Twins 7 Yankees 3
For five shutout innings yesterday, Roger Clemens once again was The Rocket.
Unfortunately for Clemens and the Yankees, those innings were the second through the sixth. On either side of those dominant frames were a
shaky first and seventh, when Clemens was the same inconsistent enigma who has puzzled the Bombers since coming to The Bronx.
It was in those rocky innings that the Yankees’ 7-3 loss to the Twins was decided.
Clemens gave up three runs in the first inning, and after the Yanks climbed back to tie the game 3-3, he gave up two more runs in the seventh and left to scattered boos.
And after the Bombers had lost their first home game of the year, they were left scratching their heads at a five-time Cy Young winner who can dominate one inning and disintegrate the next.
“He was in command. I don’t think he tired, he just made a couple of pitches that weren’t good pitches. I know it was frustrating to Roger,” said manager Joe Torre. “The guy’s a puzzle, that’s it.”
He’s been one since donning pinstripes. Clemens (62/3 innings, five hits, five runs) had pitched well in Texas last Wednesday, giving up just two runs and four hits over seven-plus innings before leaving with tightness in his back. But he wouldn’t use his back as an excuse, and it sure didn’t seem to bother his stuff yesterday.
He struck out nine to give him 3,344 in his career to pass Phil Niekro for eighth on the all-time list. But as good as his stuff was, it didn’t keep the Twins from getting two runs in the seventh – rookie catcher Matt LeCroy’s RBI double and Todd Walker’s sac fly – and two in the ninth to earn their sixth win in seven games.
“It was disappointing for the fact that we had fought back to tie,” Clemens said. “It would’ve taken just one or two pitches to make things happen differently. Obviously I’d rather have had better results, but I made good pitches. I made the pitches I wanted to make, they just got hits. The first inning [was the key]. You can’t go out and spot guys three runs.”
That’s exactly what he did, walking Walker and Cristian Guzman to lead off the game, and giving up a Matt Lawton single to load the bases. Walker scored on Ron Coomer’s infield out and Butch Huskey’s two-out single through the hole at short plated Guzman and Lawton. Ex-Yankee prospect Eric Milton (2-0) had a three-run lead before he ever took the mound.
Tino Martinez’s RBI single in the bottom of the inning cut it to 3-1. And after throwing 47 pitches in the first two innings, Clemens settled in, facing the minimum from the second through the sixth and fanning Guzman with a belt-high pitch in the fifth to pass Niekro.
Paul O’Neill led off the home sixth with a single to left, and when Twin LF Jacque Jones lost Bernie Williams’ routine fly in the sun, the Yanks had runners on first and second with nobody out. The 24-year-old Milton (6 IP, five hits, seven strikeouts), possibly shaken, uncorked a wild pitch to advanced the runners, and Martinez stroked an RBI single to right. Shane Spencer’s sac fly plated Williams with the tying run.
But Jones – who went 2-for-4 with two runs scored – redeemed himself in the top of the seventh, leading off with a double to left-center. Two pitches later LeCroy doubled past Alfonso Soriano at third to plate what proved to be the game-winner.
Walker added a sac fly that inning, and Clemens’ walk to Guzman ended his day. Mike Stanton came on and picked Guzman off first, but the Twins led 5-3 and added two in the ninth off Jeff Nelson on a LeCroy sac fly and a Spencer throwing error.
“Our gameplan was to try to work him a little,” Jones said. “We’ve been a free-swinging team, but we’ve watched how the Yankees work pitchers and tire them out, so we set out to do that with Clemens and we think it worked.”
Said Yankee shortstop Derek Jeter: “Milton pitched well. You have to tip your hat to him. [But] by no stretch of the imagination are we playing up to our [expectations]. Rocket struggled in the first inning, but he pitched well enough to win. We have to find ways to score some runs.”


Requirement >> Give back every record verbatim, but not the pictures.

Available data >>
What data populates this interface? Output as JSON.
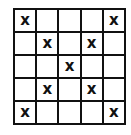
{
  "grid": {
    "rows": 5,
    "cols": 5,
    "mark": "x",
    "cells": [
      [
        "x",
        "",
        "",
        "",
        "x"
      ],
      [
        "",
        "x",
        "",
        "x",
        ""
      ],
      [
        "",
        "",
        "x",
        "",
        ""
      ],
      [
        "",
        "x",
        "",
        "x",
        ""
      ],
      [
        "x",
        "",
        "",
        "",
        "x"
      ]
    ]
  }
}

Answer box >>
What data populates this interface? Output as JSON.
{
  "grid": {
    "rows": 5,
    "cols": 5,
    "mark": "x",
    "cells": [
      [
        "x",
        "",
        "",
        "",
        "x"
      ],
      [
        "",
        "x",
        "",
        "x",
        ""
      ],
      [
        "",
        "",
        "x",
        "",
        ""
      ],
      [
        "",
        "x",
        "",
        "x",
        ""
      ],
      [
        "x",
        "",
        "",
        "",
        "x"
      ]
    ]
  }
}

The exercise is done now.